ABCD Study and Course Motivation
The Adolescent Brain Cognitive Development (ABCD) Study® is the largest long-term study of brain development and child health in the United States. The National Institutes of Health (NIH) funded leading researchers in the fields of adolescent development and neuroscience to conduct this ambitious project. The ABCD Research Consortium consists of a Coordinating Center, a Data Analysis, Informatics & Resource Center, and 21 research sites across the country. The ABCD Consortium has invited 11,878 children ages 9-10 to join the study and researchers are tracking their biological and behavioral development through adolescence into young adulthood. ABCD protocol summaries describe the physical, cognitive, social, emotional, environmental, behavioral, and academic assessments, as well as multimodal neuroimaging and biospecimen collection for hormonal, genetic, epigenetic, environmental exposure, and substance use analysis.

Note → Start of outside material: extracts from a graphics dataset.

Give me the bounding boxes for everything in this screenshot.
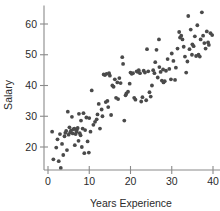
data-point bbox=[195, 23, 199, 27]
data-point bbox=[56, 137, 60, 141]
data-point bbox=[157, 65, 161, 69]
data-point bbox=[77, 112, 81, 116]
data-point bbox=[101, 114, 105, 118]
data-point bbox=[112, 85, 116, 89]
data-point bbox=[173, 78, 177, 82]
data-point bbox=[174, 66, 178, 70]
data-point bbox=[167, 67, 171, 71]
data-point bbox=[86, 140, 90, 144]
data-point bbox=[156, 76, 160, 80]
data-point bbox=[80, 145, 84, 149]
data-point bbox=[163, 79, 167, 83]
x-tick-label: 20 bbox=[125, 175, 137, 187]
data-point bbox=[202, 41, 206, 45]
data-point bbox=[113, 77, 117, 81]
data-point bbox=[184, 71, 188, 75]
data-point bbox=[108, 74, 112, 78]
data-point bbox=[157, 37, 161, 41]
data-point bbox=[143, 71, 147, 75]
data-point bbox=[146, 69, 150, 73]
data-point bbox=[87, 116, 91, 120]
data-point bbox=[66, 110, 70, 114]
data-point bbox=[70, 115, 74, 119]
data-point bbox=[134, 98, 138, 102]
data-point bbox=[176, 47, 180, 51]
data-point bbox=[79, 119, 83, 123]
data-point bbox=[89, 130, 93, 134]
data-point bbox=[120, 55, 124, 59]
data-point bbox=[144, 98, 148, 102]
data-point bbox=[73, 143, 77, 147]
data-point bbox=[199, 37, 203, 41]
data-point bbox=[90, 89, 94, 93]
data-point bbox=[186, 14, 190, 18]
data-point bbox=[59, 166, 63, 170]
data-point bbox=[155, 48, 159, 52]
data-point bbox=[207, 43, 211, 47]
data-point bbox=[193, 34, 197, 38]
data-point bbox=[128, 82, 132, 86]
data-point bbox=[79, 133, 83, 137]
x-axis-title: Years Experience bbox=[90, 197, 172, 209]
data-point bbox=[145, 47, 149, 51]
data-point bbox=[82, 111, 86, 115]
data-point bbox=[77, 139, 81, 143]
data-point bbox=[60, 142, 64, 146]
data-point bbox=[131, 71, 135, 75]
data-point bbox=[119, 81, 123, 85]
data-point bbox=[201, 34, 205, 38]
data-point bbox=[57, 159, 61, 163]
y-tick-label: 20 bbox=[25, 141, 37, 153]
y-tick-label: 50 bbox=[25, 48, 37, 60]
y-axis-title: Salary bbox=[2, 79, 14, 110]
data-point bbox=[116, 97, 120, 101]
data-point bbox=[141, 95, 145, 99]
data-point bbox=[182, 45, 186, 49]
data-point bbox=[100, 108, 104, 112]
x-tick-label: 30 bbox=[166, 175, 178, 187]
scatter-plot-figure: 2030405060 010203040 Years Experience Sa… bbox=[0, 0, 220, 211]
y-tick-label: 60 bbox=[25, 18, 37, 30]
data-point bbox=[210, 33, 214, 37]
data-point bbox=[117, 76, 121, 80]
chart-canvas: 2030405060 010203040 Years Experience Sa… bbox=[0, 0, 220, 211]
y-axis: 2030405060 bbox=[25, 6, 48, 170]
data-point bbox=[122, 119, 126, 123]
data-point bbox=[181, 37, 185, 41]
data-point bbox=[87, 151, 91, 155]
data-point bbox=[96, 113, 100, 117]
data-point bbox=[50, 130, 54, 134]
data-point bbox=[190, 53, 194, 57]
data-point bbox=[121, 62, 125, 66]
data-point bbox=[126, 90, 130, 94]
data-point bbox=[189, 28, 193, 32]
data-point bbox=[115, 81, 119, 85]
data-point bbox=[204, 47, 208, 51]
data-point bbox=[198, 55, 202, 59]
data-point bbox=[51, 157, 55, 161]
data-point bbox=[97, 102, 101, 106]
data-point bbox=[186, 60, 190, 64]
data-point bbox=[148, 90, 152, 94]
data-point bbox=[192, 44, 196, 48]
x-tick-label: 10 bbox=[83, 175, 95, 187]
data-point bbox=[205, 29, 209, 33]
data-point bbox=[63, 134, 67, 138]
data-point bbox=[61, 153, 65, 157]
y-tick-label: 40 bbox=[25, 79, 37, 91]
data-point bbox=[54, 146, 58, 150]
data-point bbox=[177, 30, 181, 34]
data-point bbox=[170, 52, 174, 56]
data-point bbox=[58, 132, 62, 136]
x-tick-label: 40 bbox=[207, 175, 219, 187]
data-point bbox=[166, 57, 170, 61]
data-point bbox=[139, 100, 143, 104]
data-point bbox=[188, 47, 192, 51]
data-point bbox=[109, 113, 113, 117]
data-point bbox=[169, 77, 173, 81]
data-point bbox=[76, 126, 80, 130]
data-point bbox=[64, 129, 68, 133]
data-point bbox=[106, 99, 110, 103]
x-axis: 010203040 bbox=[44, 166, 220, 187]
data-points-layer bbox=[50, 10, 214, 169]
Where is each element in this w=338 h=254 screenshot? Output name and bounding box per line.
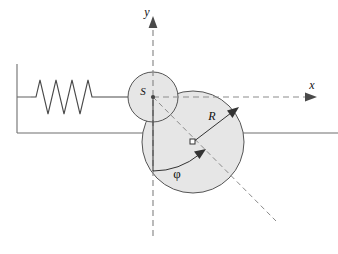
y-axis-label: y [143, 5, 150, 19]
arrow-up-icon [149, 16, 158, 28]
origin-point-marker [151, 95, 155, 99]
spring-coil-path [31, 80, 128, 114]
arrow-right-icon [305, 93, 317, 102]
disc-centre-marker [190, 139, 195, 144]
diagram-canvas: y x S R φ [0, 0, 338, 254]
centre-of-mass-label: S [140, 85, 146, 97]
spring [31, 80, 128, 114]
angle-label: φ [173, 166, 181, 181]
physics-diagram-figure: y x S R φ [0, 0, 338, 254]
x-axis-label: x [308, 78, 315, 92]
radius-label: R [207, 109, 216, 123]
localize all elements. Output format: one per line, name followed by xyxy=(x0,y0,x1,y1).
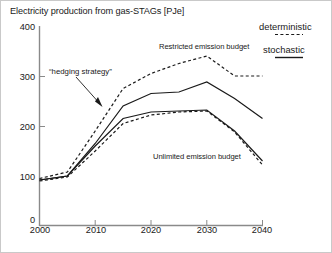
x-axis-ticks xyxy=(95,220,262,226)
series-restricted-deterministic xyxy=(40,56,263,179)
chart-figure: Electricity production from gas-STAGs [P… xyxy=(0,0,332,253)
series-unlimited-stochastic xyxy=(40,110,263,180)
axis-lines xyxy=(40,26,264,226)
chart-canvas xyxy=(1,1,332,253)
series-restricted-stochastic xyxy=(40,82,263,180)
hedging-strategy-arrow xyxy=(76,77,103,107)
y-axis-ticks xyxy=(40,77,46,127)
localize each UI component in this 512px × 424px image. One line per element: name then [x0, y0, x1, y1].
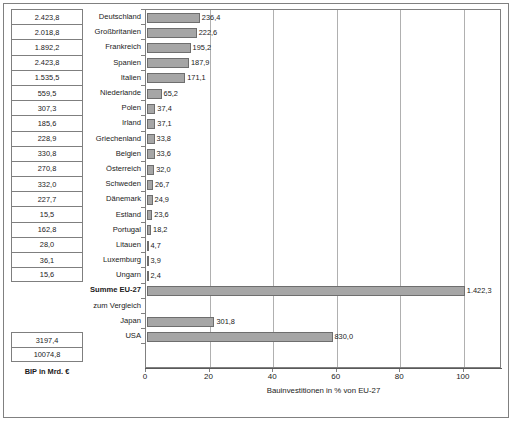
category-label: Summe EU-27 [86, 282, 144, 297]
category-label: Dänemark [86, 191, 144, 206]
category-label: Portugal [86, 222, 144, 237]
category-label: Schweden [86, 176, 144, 191]
bar[interactable] [147, 58, 189, 68]
gdp-value-box: 15,6 [11, 267, 83, 282]
gdp-value-box: 185,6 [11, 115, 83, 130]
category-label: Luxemburg [86, 252, 144, 267]
gdp-value-box: 28,0 [11, 237, 83, 252]
chart-row: 23,6 [146, 208, 500, 223]
category-label: Polen [86, 100, 144, 115]
category-label: Niederlande [86, 85, 144, 100]
bar-value-label: 32,0 [154, 165, 170, 175]
bar[interactable] [147, 134, 155, 144]
chart-row: 1.422,3 [146, 284, 500, 299]
gdp-value-box: 228,9 [11, 131, 83, 146]
gdp-value-column-comparison: 3197,410074,8 [11, 332, 83, 362]
bar[interactable] [147, 332, 333, 342]
bar-value-label: 23,6 [152, 210, 168, 220]
chart-row: 187,9 [146, 56, 500, 71]
chart-row: 830,0 [146, 329, 500, 344]
chart-row: 65,2 [146, 86, 500, 101]
x-axis-line [145, 368, 502, 369]
x-tick-label: 100 [456, 372, 469, 381]
gdp-value-box: 36,1 [11, 252, 83, 267]
bar-value-label: 37,4 [155, 104, 171, 114]
chart-row: 2,4 [146, 268, 500, 283]
bar[interactable] [147, 317, 214, 327]
chart-row: 37,1 [146, 116, 500, 131]
chart-row: 3,9 [146, 253, 500, 268]
gdp-value-box: 307,3 [11, 100, 83, 115]
gdp-value-box: 227,7 [11, 191, 83, 206]
bar[interactable] [147, 89, 162, 99]
gdp-value-column-primary: 2.423,82.018,81.892,22.423,81.535,5559,5… [11, 9, 83, 282]
bar[interactable] [147, 149, 155, 159]
gdp-value-box: 162,8 [11, 222, 83, 237]
gdp-value-box: 1.535,5 [11, 70, 83, 85]
bar-value-label: 236,4 [200, 13, 221, 23]
chart-row: 24,9 [146, 192, 500, 207]
category-label: Estland [86, 206, 144, 221]
x-axis-title: Bauinvestitionen in % von EU-27 [145, 386, 502, 395]
bar-value-label: 26,7 [153, 180, 169, 190]
gdp-value-box: 332,0 [11, 176, 83, 191]
bar-value-label: 2,4 [149, 271, 161, 281]
bar-value-label: 1.422,3 [465, 286, 492, 296]
category-label-column: DeutschlandGroßbritanienFrankreichSpanie… [86, 9, 144, 343]
chart-row: 4,7 [146, 238, 500, 253]
gdp-value-box: 2.423,8 [11, 55, 83, 70]
chart-row: 236,4 [146, 10, 500, 25]
chart-row: 37,4 [146, 101, 500, 116]
x-tick-label: 20 [204, 372, 213, 381]
gdp-value-box: 270,8 [11, 161, 83, 176]
category-label: Irland [86, 115, 144, 130]
category-label: Belgien [86, 146, 144, 161]
category-label: Österreich [86, 161, 144, 176]
bar-value-label: 171,1 [185, 73, 206, 83]
bar-value-label: 65,2 [162, 89, 178, 99]
bar-value-label: 3,9 [149, 256, 161, 266]
chart-row: 195,2 [146, 40, 500, 55]
bar[interactable] [147, 28, 197, 38]
category-label: Frankreich [86, 39, 144, 54]
bar-value-label: 33,8 [155, 134, 171, 144]
category-label: Japan [86, 313, 144, 328]
chart-row: 26,7 [146, 177, 500, 192]
gdp-value-box: 15,5 [11, 206, 83, 221]
chart-row: 171,1 [146, 71, 500, 86]
category-label: Deutschland [86, 9, 144, 24]
bar[interactable] [147, 119, 155, 129]
category-label: Ungarn [86, 267, 144, 282]
x-tick-label: 80 [395, 372, 404, 381]
bar-value-label: 37,1 [155, 119, 171, 129]
gdp-caption: BIP in Mrd. € [11, 367, 83, 376]
bar-value-label: 24,9 [153, 195, 169, 205]
chart-screenshot: 2.423,82.018,81.892,22.423,81.535,5559,5… [0, 0, 512, 424]
gdp-value-box: 559,5 [11, 85, 83, 100]
category-label: Griechenland [86, 131, 144, 146]
x-tick-label: 0 [143, 372, 147, 381]
bar[interactable] [147, 73, 185, 83]
chart-row: 301,8 [146, 314, 500, 329]
bar[interactable] [147, 104, 155, 114]
bar-value-label: 830,0 [333, 332, 354, 342]
bar-value-label: 195,2 [191, 43, 212, 53]
chart-row [146, 299, 500, 314]
bar-value-label: 33,6 [155, 149, 171, 159]
category-label: Italien [86, 70, 144, 85]
chart-row: 18,2 [146, 223, 500, 238]
x-tick-label: 40 [268, 372, 277, 381]
bar-value-label: 187,9 [189, 58, 210, 68]
category-label: USA [86, 328, 144, 343]
bar[interactable] [147, 43, 191, 53]
bar[interactable] [147, 13, 200, 23]
bar[interactable] [147, 286, 465, 296]
gdp-value-box: 10074,8 [11, 347, 83, 362]
bar[interactable] [147, 165, 154, 175]
gdp-value-box: 1.892,2 [11, 39, 83, 54]
bar-value-label: 18,2 [151, 225, 167, 235]
gdp-value-box: 2.018,8 [11, 24, 83, 39]
plot-area: 236,4222,6195,2187,9171,165,237,437,133,… [145, 9, 501, 368]
gdp-value-box: 330,8 [11, 146, 83, 161]
chart-row: 33,6 [146, 147, 500, 162]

One goal of the multisite, longitudinal ABCD Study® is to create a unique data resource for the entire scientific community by embracing an open science model. However, an increasing body of evidence points to some issues in reproducibility in biomedical or life sciences. The issue of lack of reproducibility has been now described in several scientific domains, and for several years raising concerns in the scientific community. ReproNim, a Center for Reproducible Neuroimaging Computation, aims to help researchers achieve more reproducible data analysis workflows and outcomes. ReproNim has developed a curriculum that gives researchers the information, tools and practices to perform repeatable and efficient research, and a map of where to find the resources for deeper practical training.
The ABCD-ReproNim course was designed to provide a comprehensive background to the ABCD dataset while delivering hands-on, interactive instruction to enable rigorous and reproducible data analyses. We assembled an interdisciplinary team of instructors and evaluators that included ABCD Study® Investigators, ReproNim team members and collaborators, and non-ABCD/ReproNim researchers. The ABCD-ReproNim Course resulted in a cadre of investigators well trained in analyzing ABCD data in ways that support efficient, re-executable design and FAIR practices.
ABCD-ReproNim was supported by an award from the National Institute of Drug Abuse (R25-DA051675).